From mice to men: Miracle, mythology and the 'Magic Kingdom'

Authors: Silk, M., Schultz, J. and Bracey, B.

Journal: Sport in Society

Volume: 11

Issue: 2-3

Pages: 279-297

eISSN: 1743-0445

ISSN: 1743-0437

DOI: 10.1080/17430430701823521

Abstract:

Within this essay we address sport film as particularly lustrous, affective and sensuous mediums onto which various socio-political trajectories become mapped and within which popular forms of culture are appropriated. Focusing on the 2004 Disney release of Miracle, we propose that the film is an emplotment of the past - a sanitized reconfiguration of history - that can best be understood through reference to the geo-political realities of the present: one in which the spectres of the Cold War are being rolled out in multiple popular cultural forms as part of the United States response to the events of September 11 2001. We argue the events of the 1980 Winter Olympic Games US ice hockey semi-final victory by the US over the USSR were detached from their historical moorings in the soft/ideological battles of the Cold War.

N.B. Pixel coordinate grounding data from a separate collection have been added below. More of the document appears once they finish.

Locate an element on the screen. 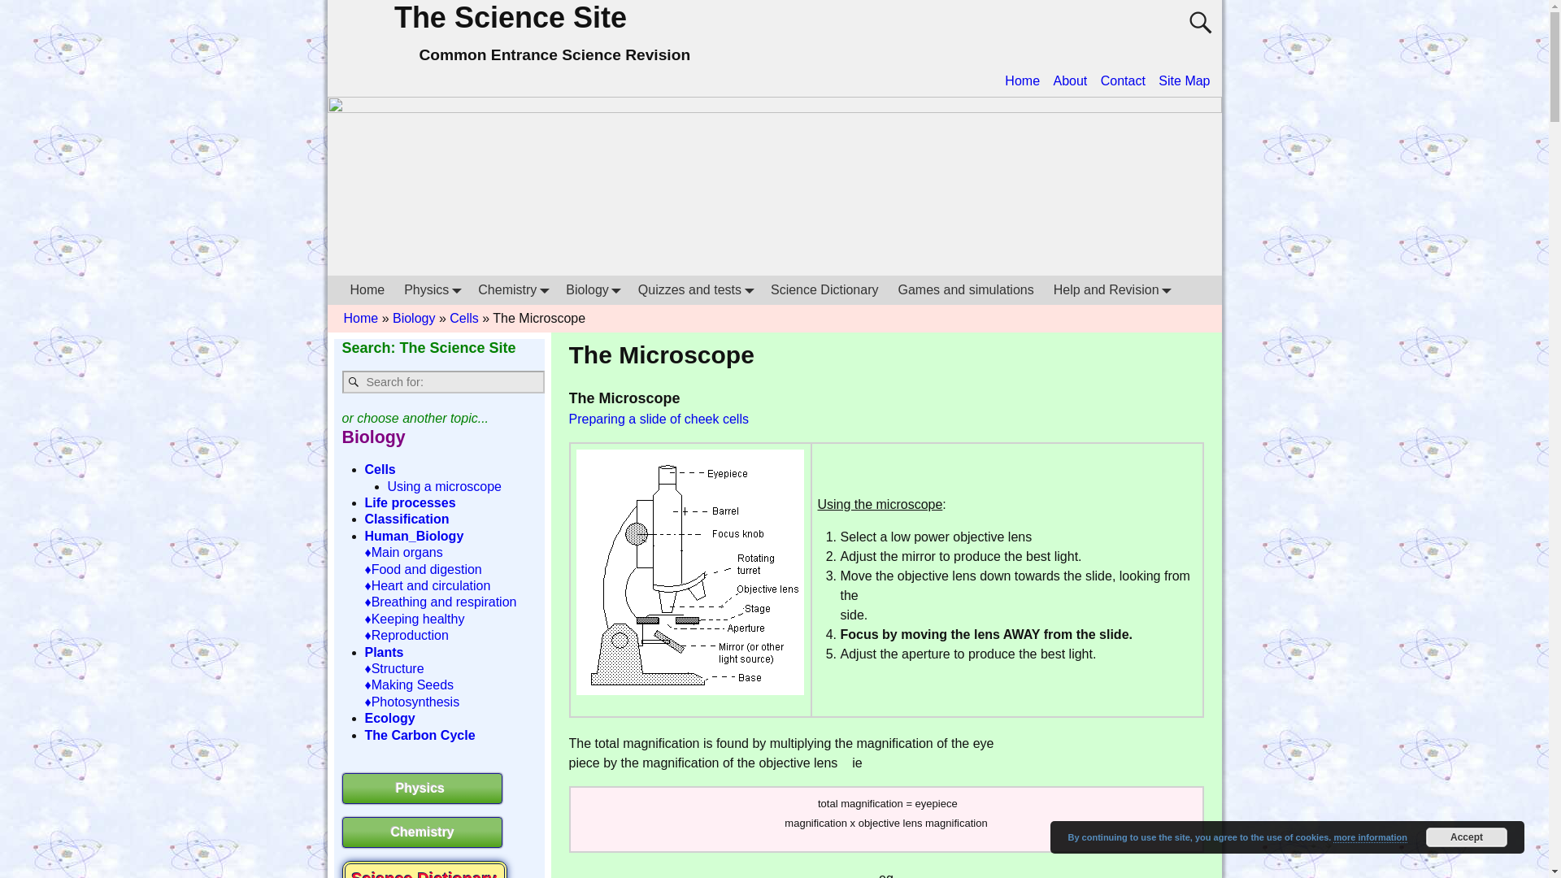 The height and width of the screenshot is (878, 1561). Chemistry is located at coordinates (512, 289).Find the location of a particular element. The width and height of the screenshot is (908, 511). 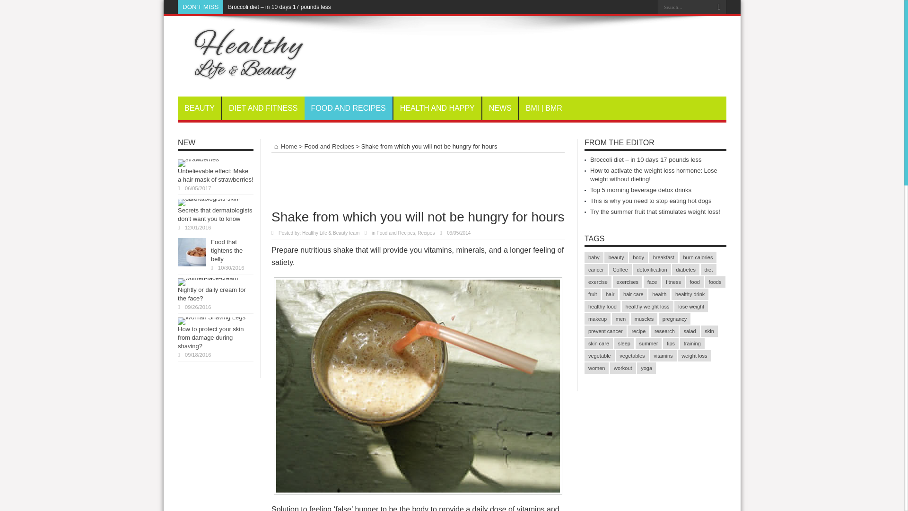

FOOD AND RECIPES is located at coordinates (348, 108). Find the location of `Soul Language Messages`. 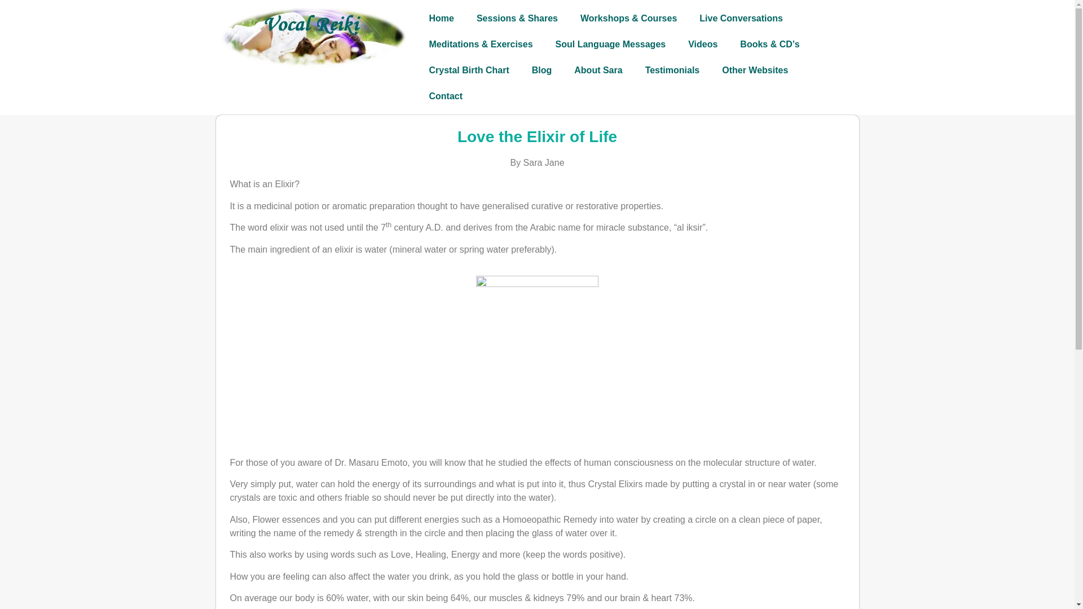

Soul Language Messages is located at coordinates (611, 44).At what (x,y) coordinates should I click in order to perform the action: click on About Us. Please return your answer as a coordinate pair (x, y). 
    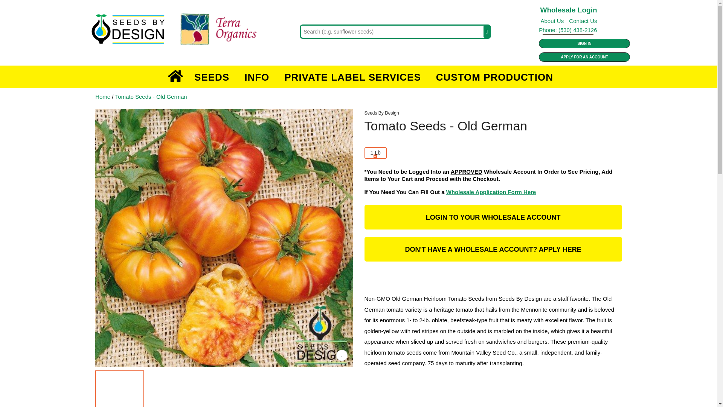
    Looking at the image, I should click on (552, 21).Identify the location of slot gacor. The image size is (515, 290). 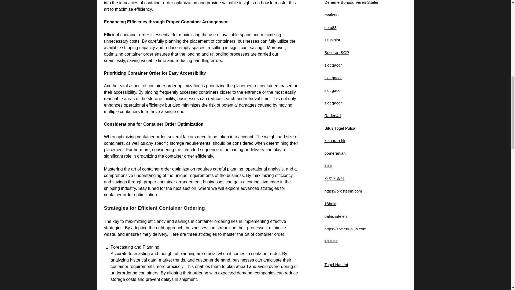
(333, 65). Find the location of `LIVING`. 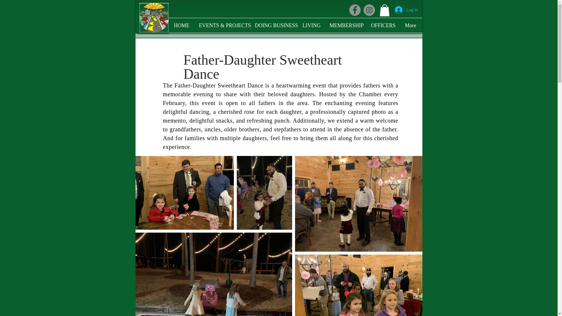

LIVING is located at coordinates (311, 25).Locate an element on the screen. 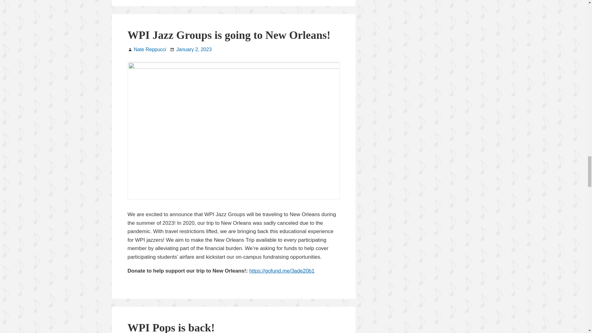 This screenshot has height=333, width=592. Nate Reppucci is located at coordinates (150, 49).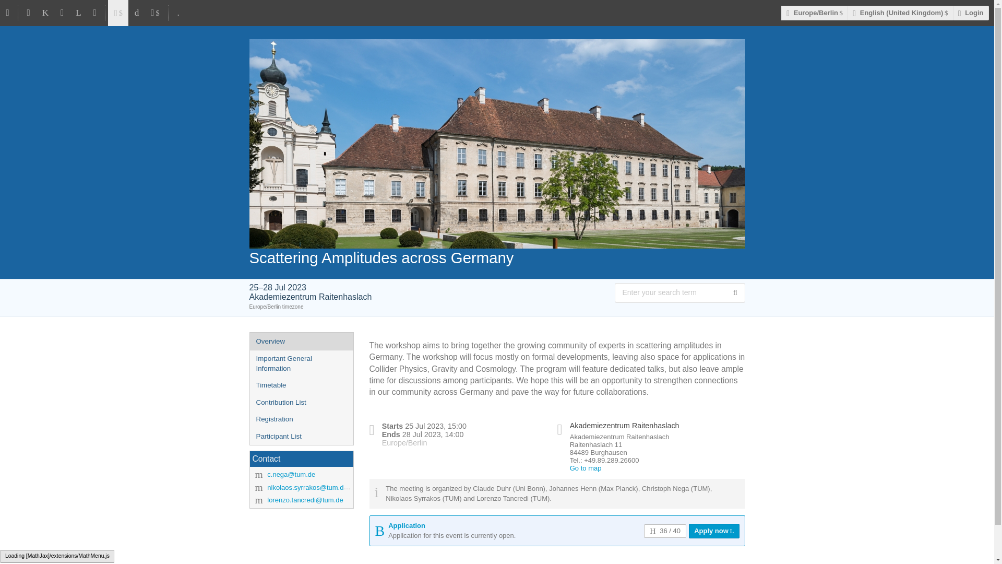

Instead, as part of the commercially bastardized, insipid, yet seductively effervescent filmic popular, this 'great moment in sport history' re-emerged in our present, or more accurately, was narrated or retold, as a 'sanctioned' sporting discourse that mobilizes the affective orientation of popular-commodity-signs in the substantiation and appropriation of US corporo-political needs through a myopic expression of American jingoism, militarism and geo-political domination.